Climate Change and Its Impact on Food Security in Agriculture

1. Extreme Weather Events in Agriculture: Increased frequency and intensity of droughts, floods, and storms destroy crops, infrastructure, and community assets, deteriorating livelihoods and exacerbating poverty.

2. Long-Term and Gradual Climate Risks: Rising sea levels affect coastal and river delta livelihoods, while accelerated glacial melt reduces water quantity and reliability, with earlier melt seasons disrupting agricultural water access.

3. Geographic Distribution of Food Insecurity in Agricultural Regions
The most food-insecure populations live in Asia, Africa, and Latin America’s poorest, marginal areas, where environmental degradation and climate change intensify threats.

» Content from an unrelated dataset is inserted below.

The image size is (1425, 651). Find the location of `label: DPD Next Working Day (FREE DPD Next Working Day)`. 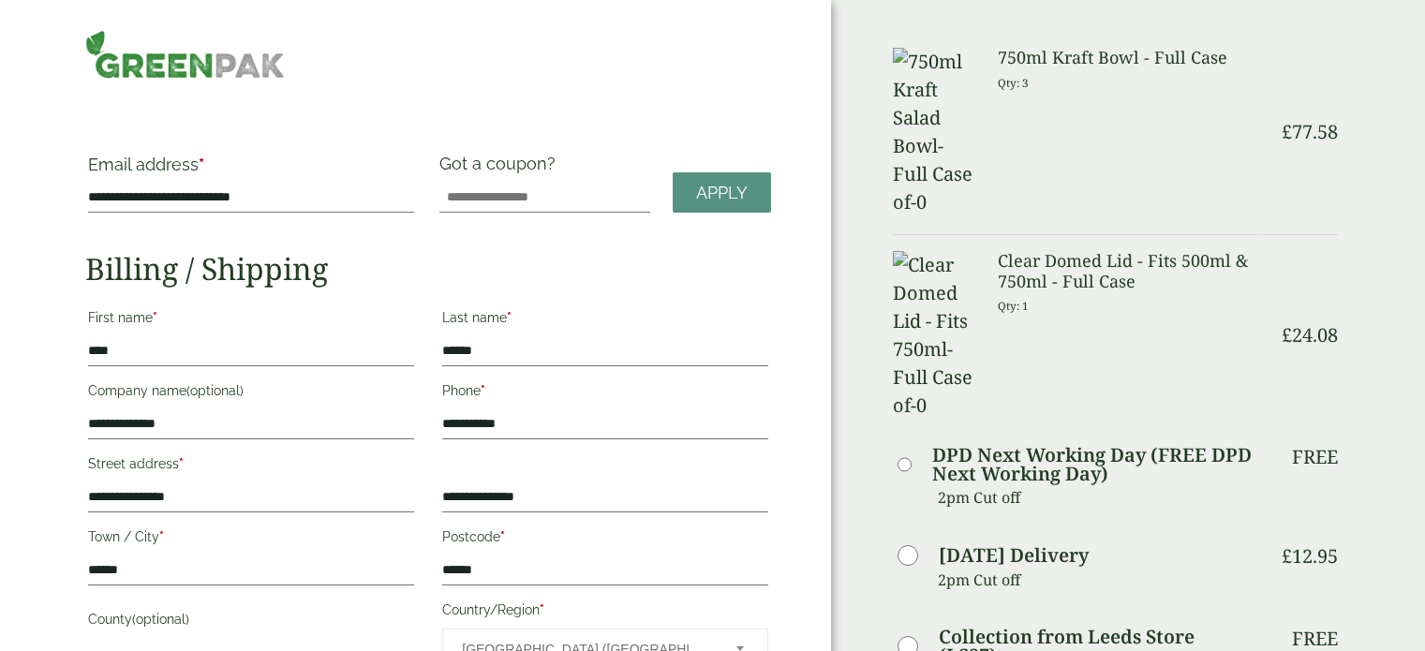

In Asia, high poverty and disaster magnitudes impact food security. In Sub-Saharan Africa, communities in degraded environments face increased degradation rates.

In Latin America, poor urban and rural settings are affected by climate-related disasters. Analysis by the United Nations World Food Programme and UK Met Office Hadley Centre highlights intersections of climate risks (floods, droughts, storms) with high poverty and climate sensitivity in West, East, Southern Africa, and South Asia.

Climate Change Effects on Agricultural Food Systems and Nutrition

Climate change exacerbates threats to food security and livelihoods through increased climate hazards, reduced agricultural yields, health and sanitation risks, water scarcity, and resource conflicts, leading to humanitarian crises and displacement (IPCC, 2007).

It affects all food security components: availability, access, stability, and utilization. Rising CO2 emissions, beyond causing global warming, reduce crop nutritional value (protein, zinc, iron), potentially causing zinc deficiencies in 175 million and protein deficiencies in 122 million by 2050.

Livestock, reliant on similar resources, face drought-related losses (36% of losses, compared to 49% for crops). Fish populations, particularly in Southeast Asia, are threatened by climate extremes.

In Nigeria and other agrarian countries, seasonal food consumption patterns, especially in rural areas, lead to reduced intake during pre-harvest “lean seasons.” Climate-driven harvest reductions may extend these periods.

Climate Change Impacts on Agricultural Food Systems

Weather-related disasters reduce yields of major crops due to higher temperatures, droughts, floods, water scarcity, and increased CO2 concentrations. The Food and Agriculture Organization notes that 89% of unpredictable cereal crop yields in semi-arid regions result from climate variability.

Direct impacts include altered agro-ecological conditions; indirect impacts involve economic growth and income distribution changes affecting agricultural demand.

In tropical regions, where food security issues are prevalent, temperature increases are predominantly detrimental, reducing cropland quality and quantity.

In Sub-Saharan Africa, land for double cropping may decline by 10–20 million hectares, and triple cropping land by 5–10 million hectares (Fischer et al., 2002).

Effects on Food Security Dimensions in Agriculture

Climate Change and Its Impact on Food Security in Agriculture

1. Availability (Sufficient Food Quantity): Reduced production in tropical regions affects dietary diversity. Altered land suitability and precipitation patterns threaten rain-fed agriculture sustainability. Higher temperatures may extend growing seasons in temperate regions and reduce frost damage, while CO2 fertilization could benefit certain crops.

2. Access (Ability to Obtain Food): Lower yields raise food prices, reducing income for vulnerable populations reliant on agriculture, limiting market access due to price spikes from weather disasters.

3. Utilization (Food Quality and Safety): Climate-related risks reduce calorie intake, increase disease prevalence, and affect food safety through pests and water pollution, exacerbating malnutrition.

4. Stability (Consistent Access to Resources): Increased extreme events disrupt food supply and agricultural incomes, destabilizing livelihoods.

Addressing Climate Change for Agricultural Food Security

Climate change, a threat multiplier for hungry and undernourished populations, heightens vulnerability in countries with limited adaptation capacity. Combined with conflict, it destroys livelihoods, drives displacement, and undermines the SDG goal of zero hunger by 2030.

Seasonal hunger and under-nutrition, strongly tied to climate factors in regions like the Sahel and Horn of Africa, impact crop and animal production, income, diseases, and nutrition.

To achieve 2030 hunger goals, addressing the climate crisis and inequities is critical, fostering global solidarity to mitigate causes and adapt to effects in vulnerable agricultural communities.